Because of 1) special interest groups and 2) the shortsightedness effect, 3) the rational ignorance effect, and 4) rent-seeking, the invisible hand of the political system will not work to promote the public interest. Conspiracy against the consumer.

Democracy - 2 foxes and a chicken taking a vote on what to eat for lunch.

Career class politicians.

Growth of Gov Expenditures:

Until 1929 (and for 150 years) Fed spending as a percent of GDP was never more than 3 percent, except during wars. State and local spending was about 7%, so that total gov spending at all levels was about 10%. If 10% is good enough for God...

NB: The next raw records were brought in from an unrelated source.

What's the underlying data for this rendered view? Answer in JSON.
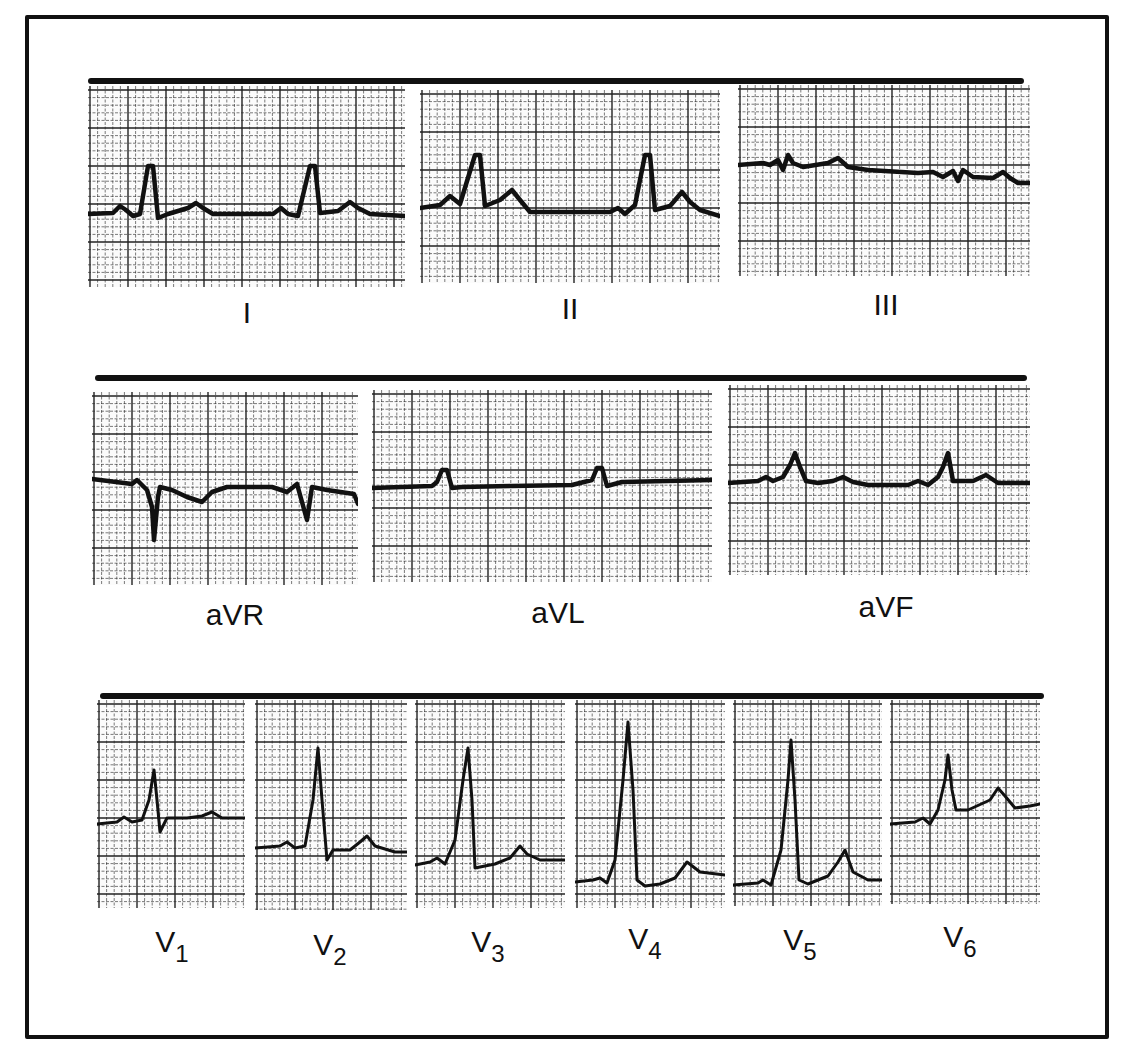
{
  "figure": {
    "rows": [
      {
        "leads": [
          {
            "id": "I",
            "label": "I"
          },
          {
            "id": "II",
            "label": "II"
          },
          {
            "id": "III",
            "label": "III"
          }
        ]
      },
      {
        "leads": [
          {
            "id": "aVR",
            "label": "aVR"
          },
          {
            "id": "aVL",
            "label": "aVL"
          },
          {
            "id": "aVF",
            "label": "aVF"
          }
        ]
      },
      {
        "leads": [
          {
            "id": "V1",
            "label": "V",
            "sub": "1"
          },
          {
            "id": "V2",
            "label": "V",
            "sub": "2"
          },
          {
            "id": "V3",
            "label": "V",
            "sub": "3"
          },
          {
            "id": "V4",
            "label": "V",
            "sub": "4"
          },
          {
            "id": "V5",
            "label": "V",
            "sub": "5"
          },
          {
            "id": "V6",
            "label": "V",
            "sub": "6"
          }
        ]
      }
    ],
    "colors": {
      "trace": "#111111",
      "grid": "#222222",
      "paper": "#fbfbfb",
      "frame": "#111111"
    }
  }
}
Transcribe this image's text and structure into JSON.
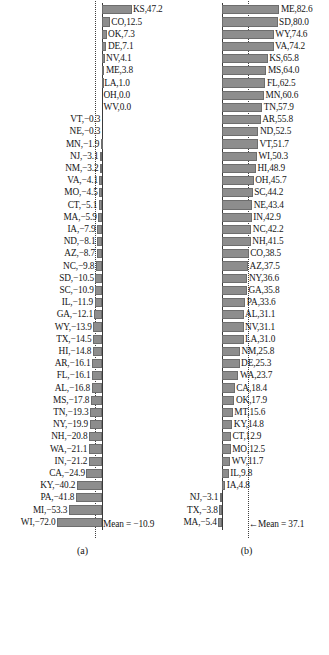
{
  "figure": {
    "panel_a_letter": "(a)",
    "panel_b_letter": "(b)",
    "panel_a_mean_label": "Mean = −10.9",
    "panel_b_mean_label": "←Mean = 37.1",
    "bar_color": "#8d8d8d",
    "bar_border_color": "#6d6d6d",
    "axis_color": "#3a3a3a",
    "mean_line_color": "#3f3f3f",
    "caption": ""
  },
  "chart_data": [
    {
      "type": "bar",
      "id": "panel-a",
      "title": "(a)",
      "orientation": "horizontal",
      "grid": false,
      "legend": null,
      "xlabel": "",
      "ylabel": "",
      "mean": -10.9,
      "mean_annotation": "Mean = −10.9",
      "xlim": [
        -72.0,
        47.2
      ],
      "categories": [
        "KS",
        "CO",
        "OK",
        "DE",
        "NV",
        "ME",
        "LA",
        "OH",
        "WV",
        "VT",
        "NE",
        "MN",
        "NJ",
        "NM",
        "VA",
        "MO",
        "CT",
        "MA",
        "IA",
        "ND",
        "AZ",
        "NC",
        "SD",
        "SC",
        "IL",
        "GA",
        "WY",
        "TX",
        "HI",
        "AR",
        "FL",
        "AL",
        "MS",
        "TN",
        "NY",
        "NH",
        "WA",
        "IN",
        "CA",
        "KY",
        "PA",
        "MI",
        "WI"
      ],
      "values": [
        47.2,
        12.5,
        7.3,
        7.1,
        4.1,
        3.8,
        1.0,
        0.0,
        0.0,
        -0.3,
        -0.3,
        -1.9,
        -3.1,
        -3.2,
        -4.1,
        -4.5,
        -5.1,
        -5.9,
        -7.9,
        -8.1,
        -8.7,
        -9.8,
        -10.5,
        -10.9,
        -11.9,
        -12.1,
        -13.9,
        -14.5,
        -14.8,
        -16.1,
        -16.1,
        -16.8,
        -17.8,
        -19.3,
        -19.9,
        -20.8,
        -21.1,
        -21.2,
        -24.9,
        -40.2,
        -41.8,
        -53.3,
        -72.0
      ],
      "labels": [
        "KS,47.2",
        "CO,12.5",
        "OK,7.3",
        "DE,7.1",
        "NV,4.1",
        "ME,3.8",
        "LA,1.0",
        "OH,0.0",
        "WV,0.0",
        "VT,−0.3",
        "NE,−0.3",
        "MN,−1.9",
        "NJ,−3.1",
        "NM,−3.2",
        "VA,−4.1",
        "MO,−4.5",
        "CT,−5.1",
        "MA,−5.9",
        "IA,−7.9",
        "ND,−8.1",
        "AZ,−8.7",
        "NC,−9.8",
        "SD,−10.5",
        "SC,−10.9",
        "IL,−11.9",
        "GA,−12.1",
        "WY,−13.9",
        "TX,−14.5",
        "HI,−14.8",
        "AR,−16.1",
        "FL,−16.1",
        "AL,−16.8",
        "MS,−17.8",
        "TN,−19.3",
        "NY,−19.9",
        "NH,−20.8",
        "WA,−21.1",
        "IN,−21.2",
        "CA,−24.9",
        "KY,−40.2",
        "PA,−41.8",
        "MI,−53.3",
        "WI,−72.0"
      ]
    },
    {
      "type": "bar",
      "id": "panel-b",
      "title": "(b)",
      "orientation": "horizontal",
      "grid": false,
      "legend": null,
      "xlabel": "",
      "ylabel": "",
      "mean": 37.1,
      "mean_annotation": "←Mean = 37.1",
      "xlim": [
        -5.4,
        82.6
      ],
      "categories": [
        "ME",
        "SD",
        "WY",
        "VA",
        "KS",
        "MS",
        "FL",
        "MN",
        "TN",
        "AR",
        "ND",
        "VT",
        "WI",
        "HI",
        "OH",
        "SC",
        "NE",
        "IN",
        "NC",
        "NH",
        "CO",
        "AZ",
        "NY",
        "GA",
        "PA",
        "AL",
        "NV",
        "LA",
        "NM",
        "DE",
        "WA",
        "CA",
        "OK",
        "MT",
        "KY",
        "CT",
        "MO",
        "WV",
        "IL",
        "IA",
        "NJ",
        "TX",
        "MA"
      ],
      "values": [
        82.6,
        80.0,
        74.6,
        74.2,
        65.8,
        64.0,
        62.5,
        60.6,
        57.9,
        55.8,
        52.5,
        51.7,
        50.3,
        48.9,
        45.7,
        44.2,
        43.4,
        42.9,
        42.2,
        41.5,
        38.5,
        37.5,
        36.6,
        35.8,
        33.6,
        31.1,
        31.1,
        31.0,
        25.8,
        25.3,
        23.7,
        18.4,
        17.9,
        15.6,
        14.8,
        12.9,
        12.5,
        11.7,
        9.8,
        4.8,
        -3.1,
        -3.8,
        -5.4
      ],
      "labels": [
        "ME,82.6",
        "SD,80.0",
        "WY,74.6",
        "VA,74.2",
        "KS,65.8",
        "MS,64.0",
        "FL,62.5",
        "MN,60.6",
        "TN,57.9",
        "AR,55.8",
        "ND,52.5",
        "VT,51.7",
        "WI,50.3",
        "HI,48.9",
        "OH,45.7",
        "SC,44.2",
        "NE,43.4",
        "IN,42.9",
        "NC,42.2",
        "NH,41.5",
        "CO,38.5",
        "AZ,37.5",
        "NY,36.6",
        "GA,35.8",
        "PA,33.6",
        "AL,31.1",
        "NV,31.1",
        "LA,31.0",
        "NM,25.8",
        "DE,25.3",
        "WA,23.7",
        "CA,18.4",
        "OK,17.9",
        "MT,15.6",
        "KY,14.8",
        "CT,12.9",
        "MO,12.5",
        "WV,11.7",
        "IL,9.8",
        "IA,4.8",
        "NJ,−3.1",
        "TX,−3.8",
        "MA,−5.4"
      ]
    }
  ]
}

Now Fed spending is over 23% of GDP, an increase of 7x, or about 700%

State, local spending is only at about 11%. Growth in gov has been at fed level. And so this can explain the emergence of the Career Class Politician.


SUMMARY OF INSIGHTS FROM PUBLIC CHOICE:
1. Democratic process can result in economic inefficiencies, such as rational ignorance, shortsightedness effect, rent-seeking, special interest groups, etc. that result in the general interest not being well-served.

2. Properly constructed constitutional rules can improve economic efficiency by aligning interests of all parties. Point: Incentives matter, political rules must promote the general welfare and economic prosperity of the country.

Examples: term limits, balanced budget amendment, expiration dates on legislation, make people pay income tax monthly, move voting day to April 16.